I have a python application that contains multible private repos in its requirements.txt file via editable ssh like
-e git+ssh://git#github.com/echweb/echweb-utils.git
now i want to deply this application to heroku , what is the most secure way to do so?
i have read about deploy tokens but i dont know where to put them , in heroku env or git secret or what
Related
I have a nodejs application that I need deploy on Heroku
that Connects with a mongodb Database
Now I need to host this on heroku and have a dot env file which contains the creds (which contains DB_URL, DB_NAME , DB PASS)
So should I add .env into gitignore and the push the code into github repo or don't add it to gitignore and then push. Because I will be connecting this repo into heroku for deployment
I am developing an app using python and Cassandra(Astra provider) and trying to deploy it on Heroku.
The problem is connecting to the database requires the credential zip file to be present locally- https://docs.datastax.com/en/astra/aws/doc/dscloud/astra/dscloudConnectPythonDriver.html
'/path/to/secure-connect-database_name.zip'
and Heroku does not have support for uploading credentials files.
I can configure the username and password as environment variable but the credential zip file can't be configured as an environment variable.
heroku config:set CASSANDRA_USERNAME=cassandra
heroku config:set CASSANDRA_PASSWORD=cassandra
heroku config:set CASSANDRA_KEYSPACE=mykeyspace
Is there any way through which I can use the zip file an environment variable, I thought of extracting all files and configuring each file an environment variable in Heroku.
but I am not sure what to specify instead of Cluster(cloud=cloud_config, auth_provider=auth_provider) if I started using the extracted files from an environment variable?
I know I can check in the credential zip inside my private git repo that way it works but checking credentials does not seem secure.
Another idea that came to my mind was to store it in S3 and get the file during deployment and extract it inside the temp directory for usage.
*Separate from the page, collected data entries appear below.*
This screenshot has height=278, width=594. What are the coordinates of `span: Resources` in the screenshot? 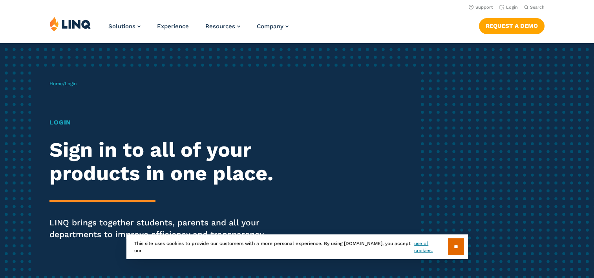 It's located at (220, 26).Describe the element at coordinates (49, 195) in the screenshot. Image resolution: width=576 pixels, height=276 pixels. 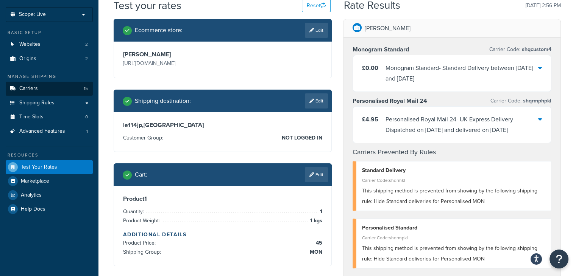
I see `a: Analytics` at that location.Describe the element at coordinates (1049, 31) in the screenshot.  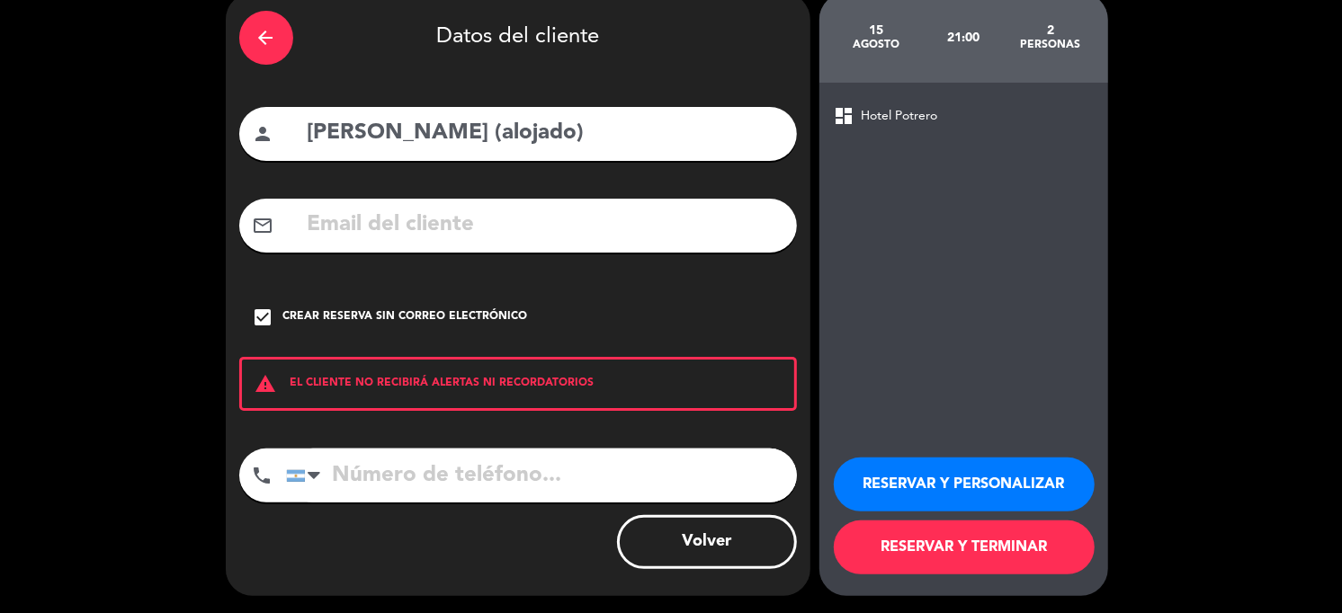
I see `div: 2` at that location.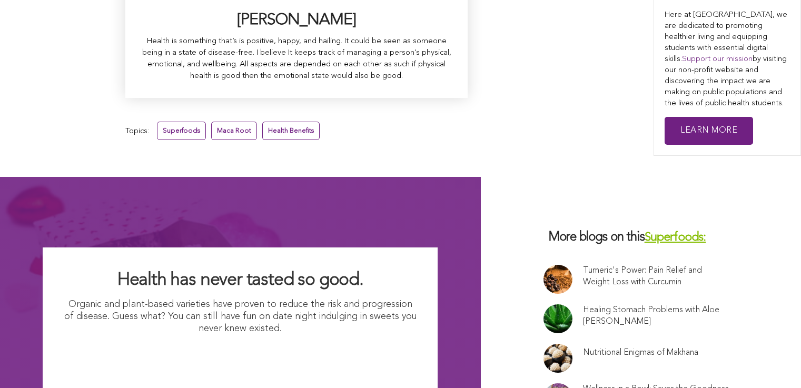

Any pointers or help is really appreciated.
If you can checkin secure bundle into repo, then it should be easy - you just need to point to it from the cloud config map, and take username/password from the configured secrets via environment variables:
from cassandra.cluster import Cluster
from cassandra.auth import PlainTextAuthProvider
import os
cloud_config = {
'secure_connect_bundle': '/path/to/secure-connect-dbname.zip'
}
auth_provider = PlainTextAuthProvider(
username=os.environ['CASSANDRA_USERNAME'],
password=os.environ['CASSANDRA_PASSWORD'])
cluster = Cluster(cloud=cloud_config, auth_provider=auth_provider)
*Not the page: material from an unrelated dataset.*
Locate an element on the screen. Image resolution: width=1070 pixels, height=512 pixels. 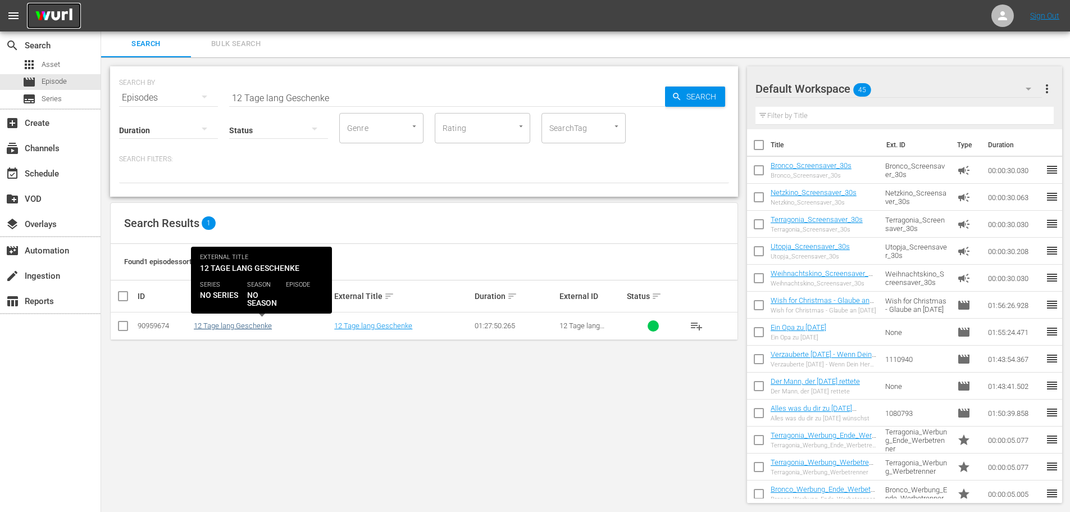
div: Duration is located at coordinates (515, 296).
session = cluster.connect()
Idea about storing the file on S3, and downloading - isn't very bad as well. You can implement it in the script itself, to get file, and you can use environment variables to pass S3 credentials as well, so file won't be accessible in the repository, plus it would be easier to exchange the secure bundles if necessary.
Here is a question about the Heroku CLI.
When I run this command inside my local folder for a given app already on the server:
heroku config
I get a list of my environment variables settings.
But if I run the same command from another folder with the same name it does not work anymore.
This shows that the name of the local folder is not enough for heroku config to know which app I am thinking about.
How does heroku config know which app to query on the server?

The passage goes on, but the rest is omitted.